Twittering in Church? Strike a Pose!

SS.ParisIsBurning[Via SharperIron] This recent article in Time Magazine, about a church in Michigan that encourages congregants to use Twitter, has generated a lot of discussion.  The Seattle Times ran a similar story months ago, about Twitter usage at Mars Hill in Seattle.

The discussion is mostly of the moralizing sort: “should we allow this strange technology?”  I would like to focus on a different aspect of Twitter and religion, which is the tendency toward an idolatrous “strike a pose” form of communication encouraged by the medium of Twitter.

My job involves working with these social networking technologies and the companies who create them.  As such, I was one of the early adopters of Twitter, and worked with the guys at Twitter to use Twitter at one of the very first conferences to do so.  I have been using it for years, so I know a thing or two about the medium.

There are some important characteristics about Twitter that dramatically influence how it is used:

  1. Each person “follows” a large number of people and has many “followers”.  All these conversations are going on at once.  This means that communication is very noisy, and everyone is listening to multiple conversations at once.  This is not conducive to in-depth treatment of any subject.  Twitter the on-line equivalent of a noisy night club.
  2. Messages are limited to 140 characters.  You need to use even less than 140 characters if you want people to be able to re-tweet your messages.  This means that you need to focus on communicating in small sound bites and one-liners.
  3. Twitter is generally something you do when you have brief moments of boredom and aren’t sitting in front of a TV or XBox.  These are generally social contexts, like sitting at a conference, having dinner with the parents, or sitting in class.  The social context reinforces the mentality of wanting to impress one’s friends with a witty one-liner.

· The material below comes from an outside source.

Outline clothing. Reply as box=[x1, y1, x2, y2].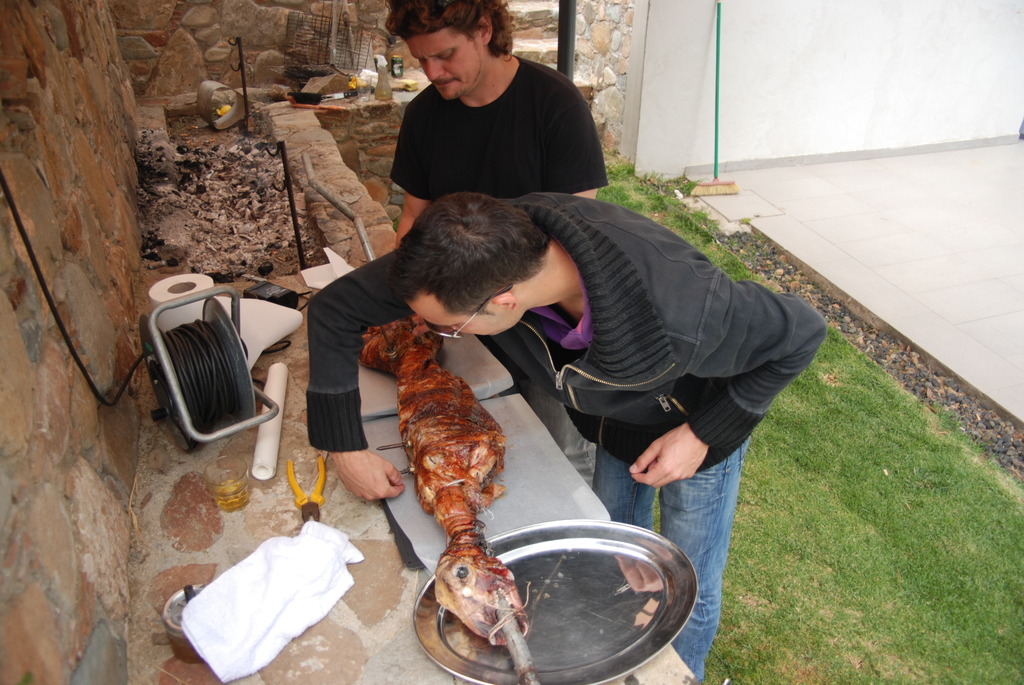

Because of these constraints, Twitter is very useful for the sorts of communications that would take place at a night club: sharing advice about good restaurants in the area, telling funny jokes, letting people know that the food sucks, or dropping casual hints to your time in the peace corps to impress your peers.  If you spend any time at all on Twitter, you quickly see that this is true.  Twitter is not conducive to deep or meaningful communication.

Dissidens recently made this insightful comment on his blog (emphasis added):

“If there was anything that was typical of “marginalized people”, they turned it into a pose: dress, profanity, body art, indie music, child-rearing, queer theory”

“They turned it into a pose” exactly captures my feeling about Twitter.  The medium all but guarantees that people will focus on well-practiced poses intended to impress others in 140 characters or less.

What dissidens describes is pervasive to human nature.  Children often put on Spider-Man or Princess costumes and, for a moment, become the character.  By the time we are adults, we are still wearing costumes and striking poses, but we forget that it’s make-believe.

~

Nowhere is this more succinctly illustrated than in night clubs.  Everyone has a carefully constructed facade, well-honed one-liners, and the strobe lights serve to freeze people’s coolest dance poses as snapshots in time. Everyone is star of their own movie.  And nowhere is this club culture more exaggerated than in the underground Gay “Ball Culture”.

For modern gay people, sexuality is often considered to be the core of their identity.  It is a strange time in history when a person’s sexual desires come to wholly identify him, and this obsession with projected identity can lead to behaviors like cross-dressing and transgender surgeries.  These cross-dressing gay and transgendered people, who epitomize the most extreme mentality of “becoming your costume”, have created the ultimate symbol for “striking a pose”.  The underground “Ball” is essentially a posing contest, where groups of cross-dressers compete to see who can strike the “best” pose.  It’s like an underground Rave or House Party, but these participants don’t waste time with the non-essentials.  They cut right to the chase.  If you’re going to strike a pose, you might as well do it right!

If you want a vivid image of this part of human nature taken to it’s extreme, you can watch the critically-acclaimed movie, Paris Is Burning (on YouTube).  It’s the documentary of the Ball scene that inspired Madonna’s song Vogue.